Since 1960, when it ended 21 years of conscription, Britain’s government has aimed to create a highly trained, professional fighting force to meet its worldwide strategic commitments. With full employment and prosperity, Englishmen are reluctant to enlist for soldier’s pay ($70 per month for a private). As a result, the nation still relies, as it did in the heyday of Empire, on British-officered native troops to help man its overseas outposts. Last week the best of the overseas hirelings appeared in Britain itself; a contingent of 1,200 Gurkha troops filed off a troopship at Southampton, to become the first foreign mercenaries ever stationed on English soil.*
The Gurkhas, natives of Nepal, are among the most fearsome fighters who have ever waged war; the British first encountered them during border wars in 1814, when the wiry little peasants fought so well against the redcoats that the British later decided to sign them on as mercenaries. Wrote one awed British officer after he first observed the Gurkhas in action: “I never saw more steadfastness or bravery exhibited in my life. Run they would not, and of death they seemed to have no fear.”
To begin with, the Gurkhas served as part of the British army in India. After independence, the Indians took over six of the ten regiments while the British got the other four. By special treaty, the British are still allowed to recruit Gurkhas in Nepal. The soldiers’ paychecks (a Gurkha private in Britain today averages $56 monthly) and pensions continue to be a mainstay of the Nepalese economy.
Expensive Laurels. Many of Britain’s 10,500 Gurkha soldiers belong to the fourth consecutive generation that has fought for the Crown. Even the crack Guards regiments are no more highly rated than the brown, merry-faced Gurkhas, who seldom measure more than a few inches above the minimum 5 ft. required by the British army. They are renowned for their gentleness off the battlefield, but on it unflinchingly uphold their slogan: Kafar Hone Bhanda Morne Ramro, meaning, Better to die than live a coward. They believe that war is heaven—or at least the best way of getting there.
In World War I’s calamitously costly Ypres offensive, only 49 of 500 Gurkhas in one battalion survived the first day’s fighting—but they captured their objective and garnered new laurels, as a laconic British communiqué put it, “at the expense of their existence.” Gurkhas were the only regiments to break through the Turkish lines at Gallipoli; in 1919 they chased the Bolsheviks from the Persian border and penetrated deep into the Caucasus before they were called off. In World War II, the 200,000 Gurkhas served with greater distinction in Africa. Burma and Italy—notably Monte Cassino—than almost any other Allied outfit.
Drawing Blood. Now in Britain, they will form a mobile elite that will be available to NATO for Europe’s defense and can be airlifted anywhere else on earth to fight brushfire actions or full-scale war. This week, in preparation for their new role, they will begin intensive training in tactical nuclear armaments—though no weapon ever devised has proved more deadly in a Gurkha’s hands than the curved, foot-long kukri, or knife, that they still carry at their belt and superstitiously refuse to unsheathe except to draw blood.
As they settled into barracks, the Gurkhas seemed to adapt quickly to the land so many had defended and so few had seen. Though members of a Hindu sect that sanctions polygamy, few brought even one wife. Their greatest thrill was watching TV, which they had never seen before. The Gurkhas in fact were possibly the only segment of Britain’s TV audience that expressed no indignation at the parade of violence on their screens. Though it was plainly this side of heaven, they thought it exhilarating.
* Though William of Orange and George III both imported private regiments from the Continent for their use.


» **Task directions**: The reply should be an exact transcription of every record.

» **Data supplied**:
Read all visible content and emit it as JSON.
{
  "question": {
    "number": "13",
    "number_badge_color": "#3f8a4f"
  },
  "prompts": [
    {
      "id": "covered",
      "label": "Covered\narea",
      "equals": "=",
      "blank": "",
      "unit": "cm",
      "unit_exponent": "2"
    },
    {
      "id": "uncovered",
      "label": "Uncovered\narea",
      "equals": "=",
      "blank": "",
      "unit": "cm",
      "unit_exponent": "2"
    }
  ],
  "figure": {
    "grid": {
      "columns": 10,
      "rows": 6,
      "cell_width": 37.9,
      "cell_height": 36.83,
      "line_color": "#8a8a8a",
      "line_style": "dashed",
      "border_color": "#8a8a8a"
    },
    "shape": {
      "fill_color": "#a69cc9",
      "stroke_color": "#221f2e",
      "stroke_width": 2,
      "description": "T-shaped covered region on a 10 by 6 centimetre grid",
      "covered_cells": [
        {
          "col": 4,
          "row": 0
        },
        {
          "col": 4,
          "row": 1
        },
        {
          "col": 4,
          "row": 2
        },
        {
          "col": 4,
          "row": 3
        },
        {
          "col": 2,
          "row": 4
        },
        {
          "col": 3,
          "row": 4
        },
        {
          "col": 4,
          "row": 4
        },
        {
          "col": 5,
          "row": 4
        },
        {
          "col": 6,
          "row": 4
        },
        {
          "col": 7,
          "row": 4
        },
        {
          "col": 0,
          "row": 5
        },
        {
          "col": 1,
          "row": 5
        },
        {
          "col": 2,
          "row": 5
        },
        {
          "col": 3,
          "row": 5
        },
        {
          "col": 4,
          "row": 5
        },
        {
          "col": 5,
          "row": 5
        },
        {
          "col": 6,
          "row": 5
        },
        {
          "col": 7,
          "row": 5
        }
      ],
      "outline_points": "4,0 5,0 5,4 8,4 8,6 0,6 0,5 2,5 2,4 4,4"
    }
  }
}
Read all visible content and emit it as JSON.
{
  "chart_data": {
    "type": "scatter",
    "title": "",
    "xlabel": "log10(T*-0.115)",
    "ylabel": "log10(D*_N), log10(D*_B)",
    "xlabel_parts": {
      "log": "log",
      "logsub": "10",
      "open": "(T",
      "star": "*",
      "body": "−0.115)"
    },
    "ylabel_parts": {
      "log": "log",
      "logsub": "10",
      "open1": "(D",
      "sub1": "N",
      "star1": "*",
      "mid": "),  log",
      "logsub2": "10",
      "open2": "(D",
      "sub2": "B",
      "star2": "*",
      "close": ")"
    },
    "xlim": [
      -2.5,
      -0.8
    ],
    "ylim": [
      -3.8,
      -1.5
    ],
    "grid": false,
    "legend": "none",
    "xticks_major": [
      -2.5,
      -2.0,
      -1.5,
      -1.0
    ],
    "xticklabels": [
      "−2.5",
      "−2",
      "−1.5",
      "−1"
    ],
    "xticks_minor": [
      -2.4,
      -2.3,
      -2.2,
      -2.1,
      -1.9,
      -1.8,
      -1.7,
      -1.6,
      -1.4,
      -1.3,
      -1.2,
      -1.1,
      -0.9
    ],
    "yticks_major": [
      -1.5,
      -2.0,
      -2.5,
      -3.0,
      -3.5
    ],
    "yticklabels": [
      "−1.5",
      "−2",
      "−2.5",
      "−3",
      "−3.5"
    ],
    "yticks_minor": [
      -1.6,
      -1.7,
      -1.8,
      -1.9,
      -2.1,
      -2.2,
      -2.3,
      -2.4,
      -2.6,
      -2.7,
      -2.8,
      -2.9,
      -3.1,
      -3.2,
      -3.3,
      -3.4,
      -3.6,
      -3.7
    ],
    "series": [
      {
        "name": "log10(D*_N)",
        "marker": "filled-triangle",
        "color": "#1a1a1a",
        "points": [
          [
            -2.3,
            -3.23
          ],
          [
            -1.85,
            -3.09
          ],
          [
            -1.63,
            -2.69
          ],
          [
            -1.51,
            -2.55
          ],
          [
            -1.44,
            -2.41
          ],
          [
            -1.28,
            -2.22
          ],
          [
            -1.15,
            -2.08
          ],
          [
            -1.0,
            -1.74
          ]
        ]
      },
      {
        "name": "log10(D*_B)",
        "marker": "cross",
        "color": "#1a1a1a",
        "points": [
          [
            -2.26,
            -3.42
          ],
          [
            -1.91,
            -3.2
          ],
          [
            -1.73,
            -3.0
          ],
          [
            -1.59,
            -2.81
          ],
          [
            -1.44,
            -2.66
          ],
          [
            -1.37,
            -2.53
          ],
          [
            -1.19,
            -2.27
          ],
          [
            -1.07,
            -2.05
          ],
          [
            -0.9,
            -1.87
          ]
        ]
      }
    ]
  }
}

» **Task response**:
Read all visible content and emit it as JSON.
{
  "question": {
    "number": "13",
    "number_badge_color": "#3f8a4f"
  },
  "prompts": [
    {
      "id": "covered",
      "label": "Covered\narea",
      "equals": "=",
      "blank": "",
      "unit": "cm",
      "unit_exponent": "2"
    },
    {
      "id": "uncovered",
      "label": "Uncovered\narea",
      "equals": "=",
      "blank": "",
      "unit": "cm",
      "unit_exponent": "2"
    }
  ],
  "figure": {
    "grid": {
      "columns": 10,
      "rows": 6,
      "cell_width": 37.9,
      "cell_height": 36.83,
      "line_color": "#8a8a8a",
      "line_style": "dashed",
      "border_color": "#8a8a8a"
    },
    "shape": {
      "fill_color": "#a69cc9",
      "stroke_color": "#221f2e",
      "stroke_width": 2,
      "description": "T-shaped covered region on a 10 by 6 centimetre grid",
      "covered_cells": [
        {
          "col": 4,
          "row": 0
        },
        {
          "col": 4,
          "row": 1
        },
        {
          "col": 4,
          "row": 2
        },
        {
          "col": 4,
          "row": 3
        },
        {
          "col": 2,
          "row": 4
        },
        {
          "col": 3,
          "row": 4
        },
        {
          "col": 4,
          "row": 4
        },
        {
          "col": 5,
          "row": 4
        },
        {
          "col": 6,
          "row": 4
        },
        {
          "col": 7,
          "row": 4
        },
        {
          "col": 0,
          "row": 5
        },
        {
          "col": 1,
          "row": 5
        },
        {
          "col": 2,
          "row": 5
        },
        {
          "col": 3,
          "row": 5
        },
        {
          "col": 4,
          "row": 5
        },
        {
          "col": 5,
          "row": 5
        },
        {
          "col": 6,
          "row": 5
        },
        {
          "col": 7,
          "row": 5
        }
      ],
      "outline_points": "4,0 5,0 5,4 8,4 8,6 0,6 0,5 2,5 2,4 4,4"
    }
  }
}
Read all visible content and emit it as JSON.
{
  "chart_data": {
    "type": "scatter",
    "title": "",
    "xlabel": "log10(T*-0.115)",
    "ylabel": "log10(D*_N), log10(D*_B)",
    "xlabel_parts": {
      "log": "log",
      "logsub": "10",
      "open": "(T",
      "star": "*",
      "body": "−0.115)"
    },
    "ylabel_parts": {
      "log": "log",
      "logsub": "10",
      "open1": "(D",
      "sub1": "N",
      "star1": "*",
      "mid": "),  log",
      "logsub2": "10",
      "open2": "(D",
      "sub2": "B",
      "star2": "*",
      "close": ")"
    },
    "xlim": [
      -2.5,
      -0.8
    ],
    "ylim": [
      -3.8,
      -1.5
    ],
    "grid": false,
    "legend": "none",
    "xticks_major": [
      -2.5,
      -2.0,
      -1.5,
      -1.0
    ],
    "xticklabels": [
      "−2.5",
      "−2",
      "−1.5",
      "−1"
    ],
    "xticks_minor": [
      -2.4,
      -2.3,
      -2.2,
      -2.1,
      -1.9,
      -1.8,
      -1.7,
      -1.6,
      -1.4,
      -1.3,
      -1.2,
      -1.1,
      -0.9
    ],
    "yticks_major": [
      -1.5,
      -2.0,
      -2.5,
      -3.0,
      -3.5
    ],
    "yticklabels": [
      "−1.5",
      "−2",
      "−2.5",
      "−3",
      "−3.5"
    ],
    "yticks_minor": [
      -1.6,
      -1.7,
      -1.8,
      -1.9,
      -2.1,
      -2.2,
      -2.3,
      -2.4,
      -2.6,
      -2.7,
      -2.8,
      -2.9,
      -3.1,
      -3.2,
      -3.3,
      -3.4,
      -3.6,
      -3.7
    ],
    "series": [
      {
        "name": "log10(D*_N)",
        "marker": "filled-triangle",
        "color": "#1a1a1a",
        "points": [
          [
            -2.3,
            -3.23
          ],
          [
            -1.85,
            -3.09
          ],
          [
            -1.63,
            -2.69
          ],
          [
            -1.51,
            -2.55
          ],
          [
            -1.44,
            -2.41
          ],
          [
            -1.28,
            -2.22
          ],
          [
            -1.15,
            -2.08
          ],
          [
            -1.0,
            -1.74
          ]
        ]
      },
      {
        "name": "log10(D*_B)",
        "marker": "cross",
        "color": "#1a1a1a",
        "points": [
          [
            -2.26,
            -3.42
          ],
          [
            -1.91,
            -3.2
          ],
          [
            -1.73,
            -3.0
          ],
          [
            -1.59,
            -2.81
          ],
          [
            -1.44,
            -2.66
          ],
          [
            -1.37,
            -2.53
          ],
          [
            -1.19,
            -2.27
          ],
          [
            -1.07,
            -2.05
          ],
          [
            -0.9,
            -1.87
          ]
        ]
      }
    ]
  }
}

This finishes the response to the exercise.